Here are 6 big lies the government has told us.


1. We know what we’re doing

Last week, the Washington Post reported that TSA agents will be taught that Washington, DC issues driver’s licenses. Why is this necessary? Well, TSA agents have repeatedly hassled travelers because the agents apparently don’t know what the District of Columbia is.

This story of government incompetence is just the tip of the iceberg:

These are not stories of an organization that knows what it’s doing.


2. This nanny state is for your own good


The war on drugs—like Prohibition—is supposed keep us safe from crime and addiction, right?

Well—also like Prohibition—it doesn’t.

When liquor was banned, violent crime spiked and alcohol consumption didn’t substantially decrease. The repeal of Prohibition is what actually made America safer.

The drug war works the same way. Since marijuana was legalized in Colorado, for instance, there has been a notable decrease in violent crime; and police can reroute their time and as much as $40 million annually to dealing with real criminals instead of people who buy pot. In Portugal, where all drug use was decriminalized more than a decade ago, drug use and addiction rates are way, way down.

3. If you have nothing to hide, you have nothing to fear 

If any lie on this list is in the running to win “most obvious,” it’s this one—given what we know about the insane, illegal, and invasive things the NSA does.

Mass surveillance suppresses dissent and breeds conformity. It’s unconstitutional and more intrusive than we know. And even if you think you don’t have anything to hide, you do: The average American unknowingly commits three felonies a day because we’re so over-regulated. In short, it’s pretty clear we all have something to fear: our government.

 

4. This is the right war to fight

Every time our government wants to wage a new war with our lives and money, we hear about how this time it’s different—how we’re definitely doing the right thing and helping the good guys.

How there’s no chance we’ll lose. The opposite is more often true.
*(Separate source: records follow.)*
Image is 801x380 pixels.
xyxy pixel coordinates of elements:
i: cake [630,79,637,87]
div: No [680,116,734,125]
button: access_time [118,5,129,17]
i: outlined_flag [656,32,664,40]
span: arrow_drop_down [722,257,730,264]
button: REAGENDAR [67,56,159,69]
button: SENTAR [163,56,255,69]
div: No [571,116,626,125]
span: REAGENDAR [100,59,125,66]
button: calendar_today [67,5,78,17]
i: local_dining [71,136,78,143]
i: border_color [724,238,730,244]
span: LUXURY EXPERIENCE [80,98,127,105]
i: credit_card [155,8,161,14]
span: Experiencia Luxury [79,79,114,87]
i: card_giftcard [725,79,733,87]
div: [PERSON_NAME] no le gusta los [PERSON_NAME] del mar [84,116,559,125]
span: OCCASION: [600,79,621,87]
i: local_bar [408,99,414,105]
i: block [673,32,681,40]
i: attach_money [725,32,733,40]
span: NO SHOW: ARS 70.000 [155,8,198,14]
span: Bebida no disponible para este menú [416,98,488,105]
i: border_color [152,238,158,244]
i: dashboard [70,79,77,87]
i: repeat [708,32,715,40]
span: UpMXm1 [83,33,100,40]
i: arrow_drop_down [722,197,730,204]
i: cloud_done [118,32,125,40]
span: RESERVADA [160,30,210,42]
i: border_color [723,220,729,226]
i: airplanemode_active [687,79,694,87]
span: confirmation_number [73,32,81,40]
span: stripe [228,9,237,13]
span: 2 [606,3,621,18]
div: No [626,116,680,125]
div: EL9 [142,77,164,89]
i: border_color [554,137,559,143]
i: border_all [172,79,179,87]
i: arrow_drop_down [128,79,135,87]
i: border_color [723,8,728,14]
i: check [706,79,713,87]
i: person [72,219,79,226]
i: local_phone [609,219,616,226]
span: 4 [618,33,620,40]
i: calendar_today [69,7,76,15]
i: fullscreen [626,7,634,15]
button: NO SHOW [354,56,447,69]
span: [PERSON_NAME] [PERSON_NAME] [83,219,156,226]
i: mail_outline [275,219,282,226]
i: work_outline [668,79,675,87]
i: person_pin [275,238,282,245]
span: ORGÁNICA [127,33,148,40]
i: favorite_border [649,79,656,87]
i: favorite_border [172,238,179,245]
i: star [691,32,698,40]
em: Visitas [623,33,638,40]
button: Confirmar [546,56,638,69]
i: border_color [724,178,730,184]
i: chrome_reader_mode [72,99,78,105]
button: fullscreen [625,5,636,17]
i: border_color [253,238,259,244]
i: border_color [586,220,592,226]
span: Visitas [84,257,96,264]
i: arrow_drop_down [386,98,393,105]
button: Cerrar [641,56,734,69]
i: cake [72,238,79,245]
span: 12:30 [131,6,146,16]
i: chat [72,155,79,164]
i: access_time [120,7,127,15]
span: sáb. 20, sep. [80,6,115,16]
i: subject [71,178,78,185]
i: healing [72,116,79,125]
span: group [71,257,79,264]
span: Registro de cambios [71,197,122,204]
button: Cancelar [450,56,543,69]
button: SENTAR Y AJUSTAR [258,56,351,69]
Take the 2003 invasion of Iraq, which we now know was started under false pretenses. Then Defense Secretary Donald Rumsfeld first said Iraq did have weapons of mass destruction—and then later denied ever saying it when his claims were show to be false.

Today, it’s increasingly clear that the 2003 invasion is a direct cause of the heartbreaking chaos in Iraq. The good news is that the American public is catching on, and poll after poll shows we’re tired of war and ready for peace.

 

5. We’re a global force for good

The U.S. Navy’s slogan is “A global force for good.” But is that really accurate?

Most Americans don’t think so—70 percent say the military should focus on defending our country, not trying to help and police the whole world.

This isn’t to criticize the Navy in particular (my grandfather was a Navy admiral) or those who serve in any branch of our military. They didn’t decide to start multiple aggressive, no-win wars in the last decade.

But we should criticize the people in Washington who did start them.

It isn’t exactly true that U.S. foreign policy is always a global force for good. Just as the Iraq War led to the creation of ISIS and the havoc it has wrought, so did American actions in Afghanistan during the Cold War which produced the brutal Taliban. Recent military intervention in Libya and Syria has been similarly messy and morally ambiguous. And our drone war is killing innocent civilians and creating new terrorists all the time.

 

6. Everyone gets equal treatment in America

Ever since Thomas Jefferson wrote in the Declaration of Independence that “all men are created equal,” legal equality has in principle been a point of pride in the U.S.

But in practice? Not so much.

From historical injustices like slavery, limited voting rights for minorities and women, the Tuskegee syphilis experiment, McCarthyism, and internment camps—to modern abuses like nixed voting rights for nonviolent drug users, illegal surveillance of citizens solely because they’re Muslim, racially biased enforcement of drug laws, assassination of an innocent 16-year-old kid, and IRS targeting of conservative and progressive political groups, one thing is clear: Our government doesn’t treat people equally.

Differences of race, sex, religion, political convictions, and more have historically been used as excuses to violate some Americans’ right to life, liberty, and the pursuit of happiness—and that continues to be the case today.